A rigorous randomized controlled trial published in 2025 by researchers at Oslo University Hospital has added compelling new evidence to the case for clinical hypnotherapy — and this time, it went head-to-head with mindfulness.
The Study at a Glance
The trial, led by Silje E. Reme and colleagues, enrolled 203 women scheduled for breast cancer surgery at Oslo University Hospital in Norway. In the two hours before their operations, participants were randomly assigned to receive either a single session of preoperative hypnosis or a mindfulness session. Both interventions were brief, standardised, and delivered under the same conditions. Primary outcomes — including postoperative pain, fatigue, nausea, discomfort, and emotional distress — were measured following recovery from general anaesthesia, with opioid use extracted from medical records.

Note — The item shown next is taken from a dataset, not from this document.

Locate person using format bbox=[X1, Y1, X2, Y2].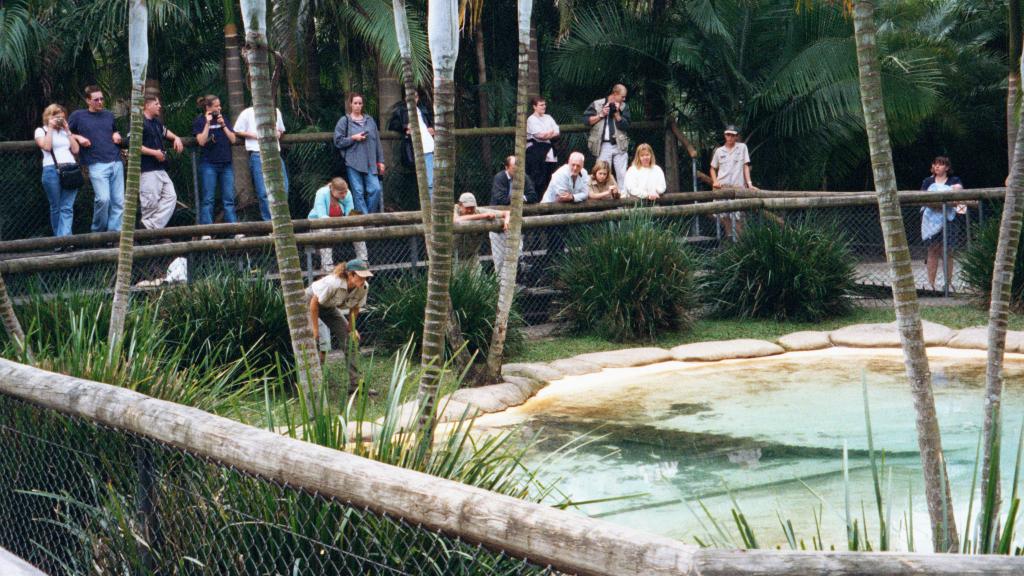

This wasn't hypnosis versus a waiting room. It was hypnosis versus one of the most widely endorsed psychological interventions in modern medicine.
What the Researchers Found
The results favoured hypnosis on several key measures.
Patients who received the preoperative hypnosis session reported significantly lower postoperative fatigue and significantly lower emotional distress compared to the mindfulness group. Both differences were statistically significant. The emotional distress benefit was especially pronounced in women who had entered surgery with high levels of preoperative anxiety — the more anxious a participant was beforehand, the more she benefited from hypnosis.
Perhaps the most striking finding was pharmacological: the hypnosis group used significantly less fentanyl after surgery. Fentanyl is a potent opioid analgesic routinely administered to manage post-operative pain. The effect size here (Cohen's d = 0.54) was the largest observed in the trial — suggesting hypnosis meaningfully reduced the body's physiological demand for pain relief, even in cases where subjective pain scores did not differ significantly between groups.
Importantly, no adverse events were reported in either group.
Why This Matters
Three things make this trial particularly meaningful.
First, the comparator. Most hypnotherapy studies test against standard care or no treatment. Outperforming mindfulness — a gold-standard psychological intervention with decades of clinical support — raises the bar considerably.
Second, the opioid finding. Reducing post-operative opioid use is a major clinical goal. Opioids drive side effects, prolong hospital stays, and carry dependency risks. A single 20-minute hypnosis session achieving a meaningful reduction (d = 0.54) before even a needle goes in is a result that demands attention from surgical teams and health systems alike.
Third, the anxiety moderator effect. The finding that high preoperative anxiety amplified hypnosis's benefits aligns perfectly with the neuroscience: hypnotherapy works in part by modulating the brain's threat-response system. When that system is already activated — as it inevitably is for someone facing cancer surgery — hypnosis has more to calm, and the gains are correspondingly larger.
The Broader Picture
This trial is not an outlier. A July 2025 systematic review published in the Journal of Clinical Medicine found that perioperative hypnosis reduced post-operative pain, shortened hospital stays, and decreased reliance on both opioid and non-opioid medications across general surgery, orthopaedics, urology, obstetrics, oncology, and paediatrics. The Oslo trial adds rigour to a growing consensus: the brain's state at the moment of physical stress directly shapes how the body recovers.
What This Means for You
You don't need to be facing surgery to benefit from what hypnotherapy does. The same mechanisms that reduced fatigue and emotional distress in that Norwegian operating theatre — quietened threat responses, lower emotional reactivity, deeper physiological calm — are available to anyone managing anxiety, chronic stress, or sleep disruption.
The study's most important takeaway may be the simplest one: a single, brief hypnotherapy session, applied at the right moment, can produce measurable changes in both psychological and physiological outcomes. That's not a placebo effect. That's the mind actively changing what the body does.
Want to experience what a calm, focused mind feels like — starting today?
The Oslo trial showed that even a single hypnotherapy session can shift the body's stress response in measurable ways. Clear Minds gives you daily access to guided hypnotherapy sessions designed to reduce anxiety, ease emotional tension, and help you feel more at ease — no surgery required. Try it free for 7 days and notice the difference.